Part of what made Girl, So Confusing so compelling was the way it dropped the artifice and revealed deep insecurity. Lorde responds in kind, dropping that untouchable poise that has radiated from her in recent years in favour of a wildly human admission. “‘Cause for the last couple years / I’ve been at war in my body / I tried to starve myself thinner / And then I gained all the weight back.” It’s a startling window into what a forthcoming more raw Lorde album might portend, a return to the deeply human revelations of Pure Heroine.
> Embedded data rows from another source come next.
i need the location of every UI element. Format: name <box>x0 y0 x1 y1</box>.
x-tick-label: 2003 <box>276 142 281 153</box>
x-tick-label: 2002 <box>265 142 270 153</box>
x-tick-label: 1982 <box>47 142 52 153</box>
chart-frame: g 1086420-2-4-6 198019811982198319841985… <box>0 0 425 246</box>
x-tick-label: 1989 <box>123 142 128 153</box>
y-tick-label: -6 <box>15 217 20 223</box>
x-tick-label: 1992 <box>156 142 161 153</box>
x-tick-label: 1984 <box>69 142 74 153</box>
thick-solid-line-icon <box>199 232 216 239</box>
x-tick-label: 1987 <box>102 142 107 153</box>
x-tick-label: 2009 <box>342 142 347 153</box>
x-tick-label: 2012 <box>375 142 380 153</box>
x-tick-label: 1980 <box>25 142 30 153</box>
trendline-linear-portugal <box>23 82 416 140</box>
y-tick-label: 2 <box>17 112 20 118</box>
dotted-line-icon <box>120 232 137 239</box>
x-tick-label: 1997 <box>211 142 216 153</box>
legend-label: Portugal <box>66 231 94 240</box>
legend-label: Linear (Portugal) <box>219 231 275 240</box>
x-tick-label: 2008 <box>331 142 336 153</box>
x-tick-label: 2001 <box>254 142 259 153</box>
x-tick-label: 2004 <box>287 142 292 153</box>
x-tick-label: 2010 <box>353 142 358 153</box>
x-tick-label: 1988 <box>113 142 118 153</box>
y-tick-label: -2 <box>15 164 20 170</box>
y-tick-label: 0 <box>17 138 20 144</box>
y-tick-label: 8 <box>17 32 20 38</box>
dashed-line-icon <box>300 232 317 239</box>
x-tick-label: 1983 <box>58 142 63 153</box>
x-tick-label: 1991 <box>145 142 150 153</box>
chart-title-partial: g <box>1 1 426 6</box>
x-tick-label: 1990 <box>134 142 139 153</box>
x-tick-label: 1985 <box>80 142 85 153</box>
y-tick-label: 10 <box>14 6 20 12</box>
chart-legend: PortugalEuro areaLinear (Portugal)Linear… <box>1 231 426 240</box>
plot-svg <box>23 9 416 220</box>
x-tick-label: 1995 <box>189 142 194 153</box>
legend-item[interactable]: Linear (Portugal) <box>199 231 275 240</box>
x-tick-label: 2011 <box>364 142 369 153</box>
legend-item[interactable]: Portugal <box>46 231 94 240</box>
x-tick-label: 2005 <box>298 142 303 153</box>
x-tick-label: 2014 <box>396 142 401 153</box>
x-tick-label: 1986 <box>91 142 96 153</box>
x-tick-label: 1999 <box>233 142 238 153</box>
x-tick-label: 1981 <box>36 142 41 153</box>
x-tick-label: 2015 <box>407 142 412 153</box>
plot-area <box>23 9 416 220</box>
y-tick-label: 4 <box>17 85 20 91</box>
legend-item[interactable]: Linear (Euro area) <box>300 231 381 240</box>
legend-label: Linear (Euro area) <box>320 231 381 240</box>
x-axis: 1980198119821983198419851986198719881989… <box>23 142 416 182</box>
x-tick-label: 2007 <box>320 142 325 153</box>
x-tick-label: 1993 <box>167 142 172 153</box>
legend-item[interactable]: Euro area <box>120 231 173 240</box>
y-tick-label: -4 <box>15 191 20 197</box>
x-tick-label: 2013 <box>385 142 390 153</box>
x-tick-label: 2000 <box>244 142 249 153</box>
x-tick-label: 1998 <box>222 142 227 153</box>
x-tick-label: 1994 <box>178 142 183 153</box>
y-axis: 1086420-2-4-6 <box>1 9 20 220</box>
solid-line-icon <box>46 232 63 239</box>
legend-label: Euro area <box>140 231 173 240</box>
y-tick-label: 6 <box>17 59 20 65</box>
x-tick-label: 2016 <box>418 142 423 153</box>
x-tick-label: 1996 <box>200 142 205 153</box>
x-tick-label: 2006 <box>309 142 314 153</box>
All this means that in the space of a couple of months, the moribund state of pop feels shot full of energy. Carpenter is going to make it. Charli has crafted the best music of her career. Lorde is back in pop. Chappell Roan is on another planet — tellingly, the collaborator is Dan Nigro, who has credits on iconic songs from more couture artists like Sky Ferreira and Caroline Polachek, as well as chart destroyers like Rodrigo and Conan Grey. After years of the Jack Antonoff flattening machine, Nigro’s sound is a Technicolor dream and feels made for the artist rather than the artist following him.
What this group have done here feels extremely significant. This is absolutely not a fleeting flash — this music has teeth and depth, feels fresh in significant ways. It feels like the vanguard of a return to a hedonistic, cathartic pop music we’ve been missing too long. In a bleak New Zealand winter, it sounds like hope.